City Lives
Michael on top of world after years on streets
City Lives – Denise McNamara meets Michael Mackey, award-winning Simon Community volunteer
When asked what age he is, Michael Mackey’s response is simple: “I’m 61 and the happiest man in the world.”
The sheer glee in his voice as the Claddagh man answers this question stops you in your tracks. Here is a man who has sunk to the depths of despair and somehow managed to climb out, reaching the pinnacle of a ladder that he could barely have dreamed of.
If ever there was a poster boy for turning your life around, Michael Mackey is it.
This month he was given a national award for his work with the Galway Simon Community. He was honoured in the Social Work category of the Volunteer Ireland Awards and attended a gala awards ceremony at Dublin City Hall.
Michael has brought his two awards along to the interview; one is a framed picture, the other a glass trophy and he beams as he points out the features.

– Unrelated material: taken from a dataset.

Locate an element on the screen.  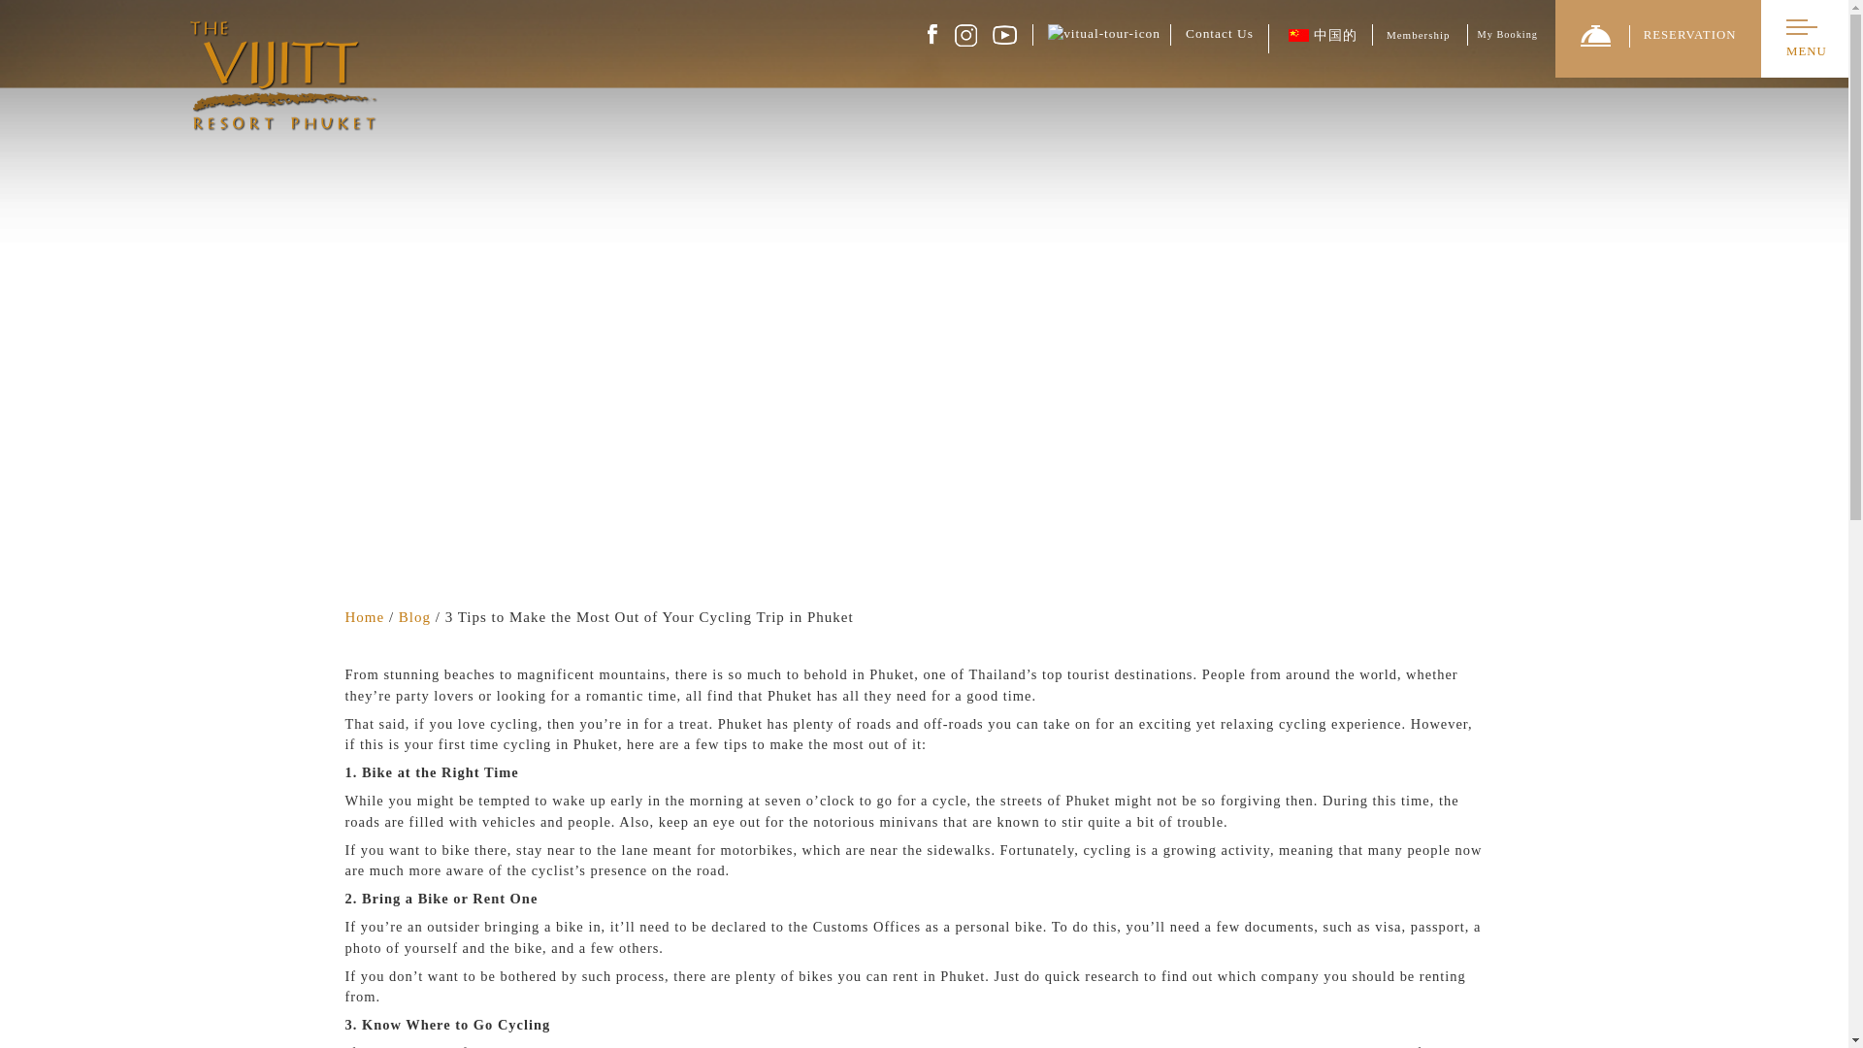
My Booking is located at coordinates (1508, 35).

Before meeting Michael for a cuppa in Born Cafe one Wednesday afternoon, I pass by a man in his 40s who is regular street drinker, his foot has been broken and he hobbles along with a walking aid, his face red from the elements, his clothes drenched from the heavy December rain.
I ask him about the guys he once drank with – there were a group of about 20 of them who used to gather in Eyre Square and Shop Street – and whether any of them were inspired to follow in his footsteps. He shakes his head.
“Quite a few of them have died – the vast majority of them. Mainly from the alcohol and the weather,” he says matter of factly.
Michael grew up in a family of fishermen, one of three boys, raised single-handedly by their mother Mary Mackey.
As a youngster he used to do some shell fishing. The minute he had made his Confirmation, he left school. “They didn’t think I could go no further. So I started selling newspapers. The Sentinel. The Tribune. My pitch was in Bohermore on Friday. It was great money. That time all the money went on the tables. Sometimes two shillings went down the stocking but you’d be asked to remove it so you’d keep nothing.”
He graduated to a messenger boy, delivering groceries with McCambridge’s, clothes for Brennan’s, meat for Kirwan’s and hardware for Raftery’s for about five years.
Michael then worked as a labourer with Galway Corporation before polishing glass with Galway Crystal before it closed down in 1979. He got a job on the Docks working on the big oil tanks and it was around that time his problems started to materialise.
“I was alcohol addicted. I was creeping into it. I was missing days. I had no interest in work. I was interested in getting paid but not working. I got sick, between the alcohol and mental health issues, I wasn’t too good.”
It was years later that Michael was diagnosed with bipolar disorder. But back then he blamed it all on a bit too much gargle.
“I was a different personality, a different person. I was saying things and doing things to make out I was someone else. You could be a bank manager, or a movie star. I was so caught up in the alcohol. I was drinking everything I could get my hands on. Anything and everything.”
He had lived with his mother in the Claddagh, but he moved out of his own accord.
“From the time I was became homeless it wasn’t the nightmare some people say. I didn’t like anybody telling me what to do. There used to be two boats opposite Claddagh Church, there was a couple in one and I sheltered in the other, or sometimes under a bench. You have your own routine.
He cannot say how long he remained homeless, but it was a long time. To survive, he took to begging, which he found he had an aptitude for.
“I’d be telling different stories to different people. It was like trying to run a business. I’d sit on the stone seat opposite Claddagh Church and think which way to go, which direction to take. You’d only have to meet one – not 100. Sometimes they’d give you a lot of money, you’d give them some story about trying to stay out of prison, trying to keep your home, sure I was never in trouble with the guards.”
For more, read this week’s Galway City Tribune.